The pink batts program was a complete and utter waste of taxpayers’ hard-earned dollars. Sadly, in my electorate we have also seen this with the BER program. We have examples of contractors heading from Geelong, travelling 2½ hours, to do garden remedial work and then driving back again, and that remedial work took half an hour. Why couldn’t a local contractor have been used? We have schools getting $800,000 halls where there are six students at those schools. We have Dunkeld Primary School where they wanted to use the classrooms which were to be demolished to build new change rooms for the local cricket club. They could not. They also wanted to construct the building using local labour, and that local labour put off work for 12 months while they waited for the approval process, only for the state government, through the federal government, to decide that what they were going to get were demountable classrooms from Melbourne delivered up to the school. This type of gross waste hurts local communities and especially regional and rural communities. Because those businesses put off work they would have had in order to help with the school, they lost income and they cannot grow and expand as they should be able to.

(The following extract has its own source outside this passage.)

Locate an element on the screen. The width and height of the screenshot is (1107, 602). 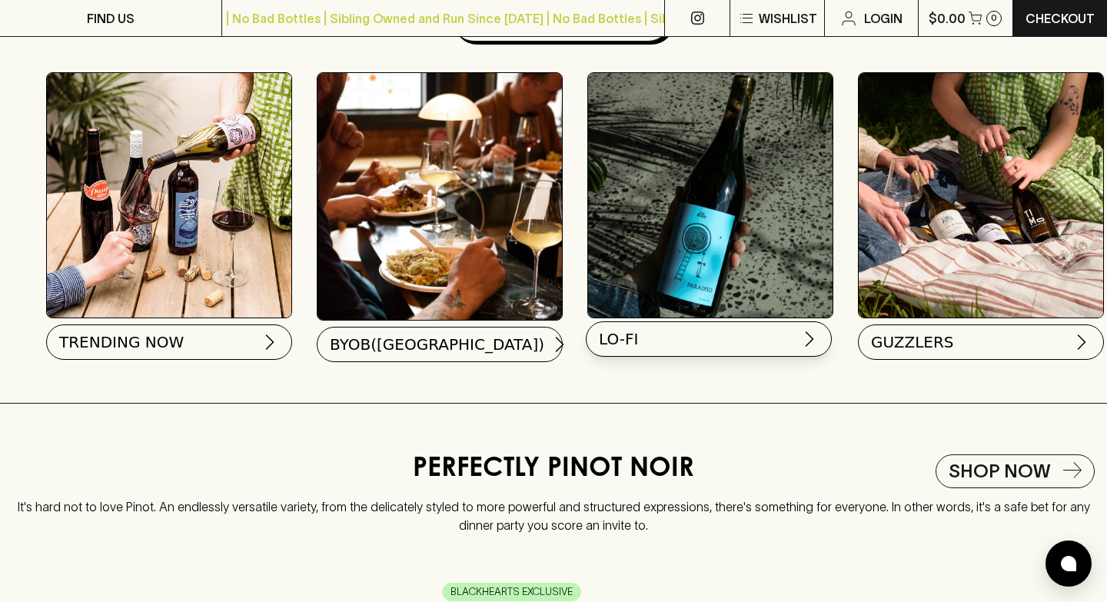
img: lofi_7376686939.gif is located at coordinates (710, 195).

In contrast to what the government are doing, the coalition are committed to doing everything necessary to rebuild and repair the budget. We have outlined savings. In fact, last year the coalition set out $50 billion worth of savings and cuts to the Rudd-Gillard government’s reckless and wasteful spending. And earlier this month the coalition outlined more than $2 billion in further savings measures that the Gillard government should adopt instead of its flood tax. If Labor had been taking proper care of their finances, as the Howard government did previously, they would not be in the position where they were caught off guard and felt they needed to add another tax to dig themselves out of their budget black hole.
Instead of a new tax, the government needs to cut wasteful spending such as government advertising, reduce consultancy expenses, put a freeze on Public Service recruitment and cancel the National Broadband Network. It also needs to stop its mantra of tax, spend and borrow. If it continues to head down this path, the long-term future of the Australian economy is going to be very bleak indeed and the long-term future for our local communities is going to be very bleak indeed. If Australian families can live within their means, the government should be able to do likewise. It needs to stop borrowing $100 million a day. It has to learn to live within its means. It has to stop taxing, spending and borrowing in a way that is going to hurt us for the years ahead.